The board approved a $168/acre-foot groundwater extraction fee for FY 2026/2027 (5-0, 2 absent). The Executive Director's written report noted two wells remain unregistered, each at $49,500 in penalties as of May 31. Agency Counsel Keith Lemieux discussed the Indian Wells Valley adjudication trial and possible use of a technical expert/State Board review.
Modeling found curtailment during critical dry periods sends less than 10% of saved water to Foster Park, with lag times that can exceed a year. The Board approved the FY 2026/2027 budget and set the extraction-fee adoption item for its next regular meeting in June; the proposed rate is $168/AF based on 4,396 AF. Proposition 4 small-GSA grants of approximately $100K–$200K may become available to offset SGMA implementation costs.
Updated modeling shows most minimum-threshold exceedance events are smaller; staff will proceed with detailed analysis of Event 3 and combined Events 6–8. The five-year GSP periodic evaluation is underway; staff proposed deferring any GSP amendment until after a court physical solution. Ordinance No. 5 was adopted.
The Board approved a first reading of an ordinance that would reduce flowmeter accuracy testing frequency for smaller wells (5–10 year intervals vs. the prior 3–5 year schedule). Staff outlined a modeling plan to study how upstream pumping affects streamflow at Foster Park, with work likely extending into mid‑2026. Monitoring showed the basin did not fully recharge in spring 2025, with declining flows and at least one shallow well going dry.
The board supported exempting small groundwater users (pumping 2-10 acre-feet annually) from costly five-year meter testing requirements, with a formal ordinance amendment to follow. Staff recommended pausing expensive modeling work on surface water depletion analysis to avoid duplicating efforts already underway in the adjudication process. Updated data shows groundwater extraction projections are 6% lower than originally estimated.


Exercise requirements:
Repeat the records below in their entirety, exactly.
╭──
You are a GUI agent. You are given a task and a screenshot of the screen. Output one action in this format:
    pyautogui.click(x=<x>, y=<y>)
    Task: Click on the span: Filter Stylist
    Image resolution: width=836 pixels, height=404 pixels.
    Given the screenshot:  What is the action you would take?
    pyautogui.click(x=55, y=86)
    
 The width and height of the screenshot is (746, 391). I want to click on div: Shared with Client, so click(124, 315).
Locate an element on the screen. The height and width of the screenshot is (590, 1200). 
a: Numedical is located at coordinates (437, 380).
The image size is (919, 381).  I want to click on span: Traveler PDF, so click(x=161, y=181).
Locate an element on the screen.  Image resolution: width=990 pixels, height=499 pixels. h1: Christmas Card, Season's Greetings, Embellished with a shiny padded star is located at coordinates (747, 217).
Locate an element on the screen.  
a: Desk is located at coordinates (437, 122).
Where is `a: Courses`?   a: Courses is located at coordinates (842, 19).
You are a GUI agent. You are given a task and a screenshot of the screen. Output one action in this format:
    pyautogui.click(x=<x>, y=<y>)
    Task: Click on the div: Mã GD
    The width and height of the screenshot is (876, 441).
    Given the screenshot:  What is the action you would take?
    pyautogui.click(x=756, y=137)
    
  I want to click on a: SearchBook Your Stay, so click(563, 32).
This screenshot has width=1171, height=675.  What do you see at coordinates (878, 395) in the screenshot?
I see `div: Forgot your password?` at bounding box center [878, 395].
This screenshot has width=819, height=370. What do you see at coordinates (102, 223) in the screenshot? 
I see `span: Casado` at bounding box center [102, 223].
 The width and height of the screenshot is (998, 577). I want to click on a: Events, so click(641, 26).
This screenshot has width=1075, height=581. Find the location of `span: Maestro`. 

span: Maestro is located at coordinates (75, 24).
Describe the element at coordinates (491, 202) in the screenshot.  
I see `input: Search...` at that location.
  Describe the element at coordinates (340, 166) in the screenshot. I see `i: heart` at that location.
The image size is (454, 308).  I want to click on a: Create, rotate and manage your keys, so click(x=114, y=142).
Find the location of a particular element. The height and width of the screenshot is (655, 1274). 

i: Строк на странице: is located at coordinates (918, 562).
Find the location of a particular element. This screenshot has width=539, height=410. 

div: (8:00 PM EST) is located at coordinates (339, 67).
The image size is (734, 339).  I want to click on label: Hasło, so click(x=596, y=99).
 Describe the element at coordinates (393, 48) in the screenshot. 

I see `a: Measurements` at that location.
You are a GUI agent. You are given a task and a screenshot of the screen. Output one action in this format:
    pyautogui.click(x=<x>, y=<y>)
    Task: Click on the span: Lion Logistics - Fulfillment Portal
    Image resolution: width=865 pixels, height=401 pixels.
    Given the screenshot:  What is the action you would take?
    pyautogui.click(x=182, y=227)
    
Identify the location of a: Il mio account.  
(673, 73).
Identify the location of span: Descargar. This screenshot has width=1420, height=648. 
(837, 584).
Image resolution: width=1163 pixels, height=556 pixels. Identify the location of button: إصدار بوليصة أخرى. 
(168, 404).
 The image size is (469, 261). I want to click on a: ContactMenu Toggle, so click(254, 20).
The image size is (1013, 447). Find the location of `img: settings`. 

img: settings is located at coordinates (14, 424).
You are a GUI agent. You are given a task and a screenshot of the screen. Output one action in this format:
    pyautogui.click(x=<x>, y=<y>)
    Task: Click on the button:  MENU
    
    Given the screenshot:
╰──
Written response:
You are a GUI agent. You are given a task and a screenshot of the screen. Output one action in this format:
    pyautogui.click(x=<x>, y=<y>)
    Task: Click on the span: Filter Stylist
    Image resolution: width=836 pixels, height=404 pixels.
    Given the screenshot:  What is the action you would take?
    pyautogui.click(x=55, y=86)
    
 The width and height of the screenshot is (746, 391). I want to click on div: Shared with Client, so click(124, 315).
Locate an element on the screen. The height and width of the screenshot is (590, 1200). 
a: Numedical is located at coordinates (437, 380).
The image size is (919, 381).  I want to click on span: Traveler PDF, so click(x=161, y=181).
Locate an element on the screen.  Image resolution: width=990 pixels, height=499 pixels. h1: Christmas Card, Season's Greetings, Embellished with a shiny padded star is located at coordinates (747, 217).
Locate an element on the screen.  
a: Desk is located at coordinates (437, 122).
Where is `a: Courses`?   a: Courses is located at coordinates (842, 19).
You are a GUI agent. You are given a task and a screenshot of the screen. Output one action in this format:
    pyautogui.click(x=<x>, y=<y>)
    Task: Click on the div: Mã GD
    The width and height of the screenshot is (876, 441).
    Given the screenshot:  What is the action you would take?
    pyautogui.click(x=756, y=137)
    
  I want to click on a: SearchBook Your Stay, so click(563, 32).
This screenshot has width=1171, height=675.  What do you see at coordinates (878, 395) in the screenshot?
I see `div: Forgot your password?` at bounding box center [878, 395].
This screenshot has width=819, height=370. What do you see at coordinates (102, 223) in the screenshot? 
I see `span: Casado` at bounding box center [102, 223].
 The width and height of the screenshot is (998, 577). I want to click on a: Events, so click(641, 26).
This screenshot has width=1075, height=581. Find the location of `span: Maestro`. 

span: Maestro is located at coordinates (75, 24).
Describe the element at coordinates (491, 202) in the screenshot.  
I see `input: Search...` at that location.
  Describe the element at coordinates (340, 166) in the screenshot. I see `i: heart` at that location.
The image size is (454, 308).  I want to click on a: Create, rotate and manage your keys, so click(x=114, y=142).
Find the location of a particular element. The height and width of the screenshot is (655, 1274). 

i: Строк на странице: is located at coordinates (918, 562).
Find the location of a particular element. This screenshot has width=539, height=410. 

div: (8:00 PM EST) is located at coordinates (339, 67).
The image size is (734, 339).  I want to click on label: Hasło, so click(x=596, y=99).
 Describe the element at coordinates (393, 48) in the screenshot. 

I see `a: Measurements` at that location.
You are a GUI agent. You are given a task and a screenshot of the screen. Output one action in this format:
    pyautogui.click(x=<x>, y=<y>)
    Task: Click on the span: Lion Logistics - Fulfillment Portal
    Image resolution: width=865 pixels, height=401 pixels.
    Given the screenshot:  What is the action you would take?
    pyautogui.click(x=182, y=227)
    
Identify the location of a: Il mio account.  
(673, 73).
Identify the location of span: Descargar. This screenshot has width=1420, height=648. 
(837, 584).
Image resolution: width=1163 pixels, height=556 pixels. Identify the location of button: إصدار بوليصة أخرى. 
(168, 404).
 The image size is (469, 261). I want to click on a: ContactMenu Toggle, so click(254, 20).
The image size is (1013, 447). Find the location of `img: settings`. 

img: settings is located at coordinates (14, 424).
You are a GUI agent. You are given a task and a screenshot of the screen. Output one action in this format:
    pyautogui.click(x=<x>, y=<y>)
    Task: Click on the button:  MENU
    
    Given the screenshot:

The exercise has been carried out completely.